The deal adds approximately $280 million (191m) of assets under management to Edinburgh-based Martin Currie, boosting its "long/short" hedge fund assets under management by a third to 1.2 billion.
The two principals who manage the fund, Michael Browne and Steve Frost, will join Martin Currie in July 2010. Charlotte Dagg, the investment analyst working on the fund, is expected to join later in the year.
Advertisement
Hide AdAdvertisement
Hide AdMartin Currie has been running hedge funds since about 2000. Allan MacLeod, managing director of Martin Currie, said the acquisition was strategic and added a European product to the firm's existing China and Japan funds.

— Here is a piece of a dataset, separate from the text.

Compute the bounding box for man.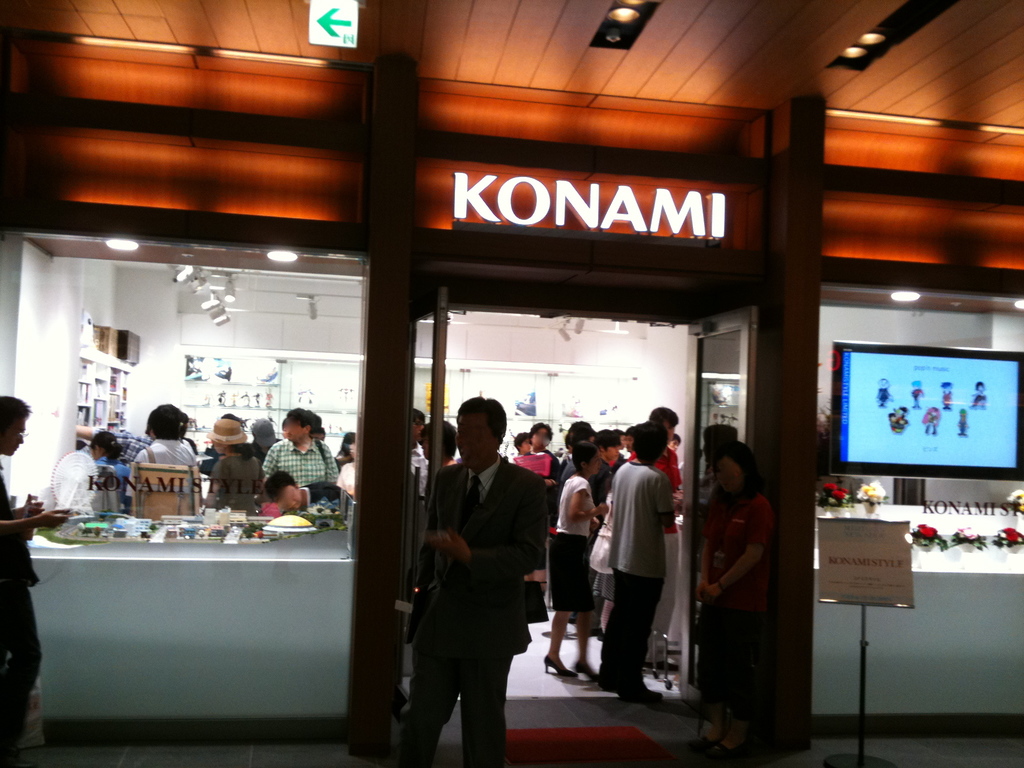
520/422/563/491.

He said: "The chance to bring on board a very strong team was attractive.
"On top of that by buying the business we have critical mass which will allow us to build more quickly than simply bringing on people."
MacLeod brushed away concerns the firm's expanded European operations would be hampered by new legislation, the Directive on Alternative Investment Fund Managers, currently making its way through the European parliament.
"We will have to embrace and adapt rather than fight against it," he added. Sofaer, which was founded in 1986 by Michael Sofaer in Hong Kong, said the firm would be "withdrawing from European fund management".
David Helm, chief executive of Sofaer Global Research (UK), said: "We have been giving consideration to the scaling down of our operations from the UK for some time and this transaction effectively delivers that."